Doing It Differently
Steve was finally getting healthy again and the band was really starting to click. The challenge now would be to keep it from getting out of control on the other end. “The goal is if we can do the same amount of work in two or three weekends a month instead of four, then we still get to have time at home,” Skip said.
“For so many years, all of us worked all the time. I joke on stage that Skip, with the family band practically living on the bus, worked 600 days a year,” Steve said.
“Our family would leave at the end of August and not come back until the first week of November,” Skip told me. “You could do that then because you’re with your family. You’re not leaving anybody behind. But I couldn’t do that now.”

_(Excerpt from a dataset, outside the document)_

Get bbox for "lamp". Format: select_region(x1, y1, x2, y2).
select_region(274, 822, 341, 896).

“For 17 years, we played every weekend accept the month of December, Easter weekend, and one week in July,” Steve said, “when I played with IIIrd Time Out. For Sideline, we’ll work heavy for three or four weeks, and then take a couple weeks off. And if one of us wants to be off down the road, we just bring it to the band, and then we’ll schedule around it. It keeps sanity and relationships in tact that way.”
Liking who you play with is important too of course. “We’ll have these two weeks that we’ll work, and then we’ll take two weeks off. But there’s going to be some kind of reason, either the three of us, if not the five of us, that we’ll end up calling each other during the break,” Skip said. “We actually miss one another,” Jason added. “We enjoy playing together,” Steve said.

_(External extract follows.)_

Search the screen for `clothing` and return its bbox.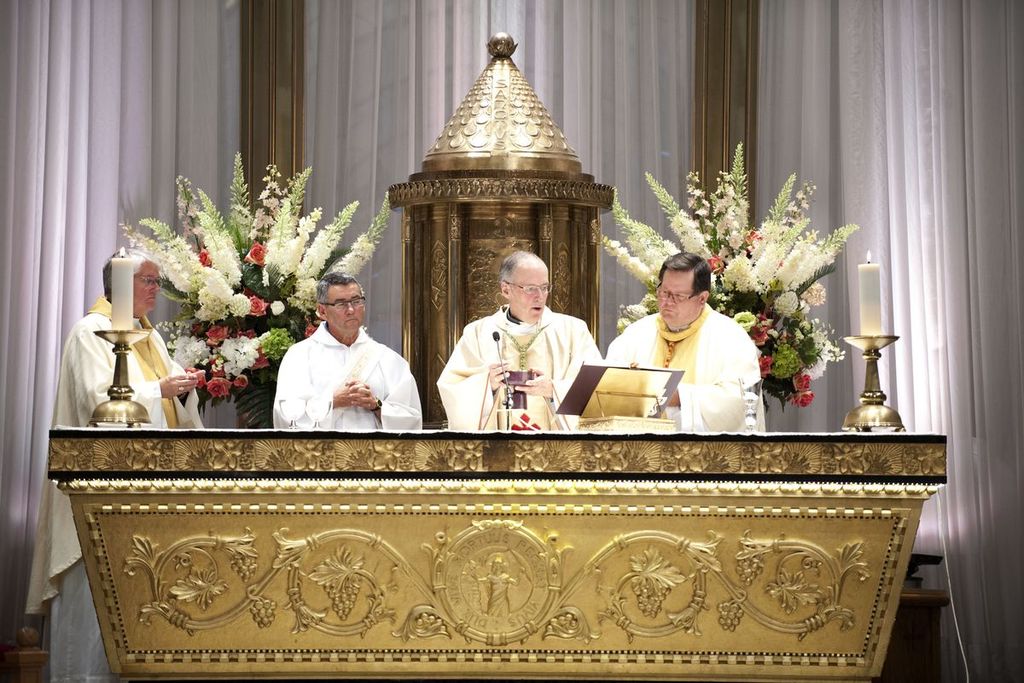
Found: bbox(16, 307, 214, 622).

“We have a family atmosphere too,” Jason said. “If you want to bring your wife, that’s fine.” “We even vacation together with our families,” Steve said. “We get a big beach house at the Outer Banks for the St. Patty’s Day festival in Manteo. We play in the parade and then hang out at the beach for a week.”
“As long as we continue to do things like that, this will stay fresh and we’ll keep having fun,” Steve said. “You know, this business is hard on your wife and family. My daughter is married to Skip. She was raised with me being gone, and now she has a husband on the road. She’s a veteran, she knows how to deal with it, and still it’s hard.” “I’m very blessed because of her understanding,” Skip added.
The Long Run
“2016 looks ever stronger too,” Jason said. With the second CD currently in circulation, Session II, they are working on their third, initially titled Session III, set to be out sometime in early 2016. While the band doesn’t currently write their own material, they do have a lot of new songs collected from some very good songwriters. Of course there are few covers including an old Johnson Mountain Boys tune that will feature Dudley Connell as a guest performer.
So the future looks solid for Sideline. “I hope this is my last band,” Jason said. “This is my last run at it,” Steve said. “I’m in my 32nd year on the road, and I think this is a great band to finish out my career with, whenever that it is,” he quipped. “We’ve got something good here.”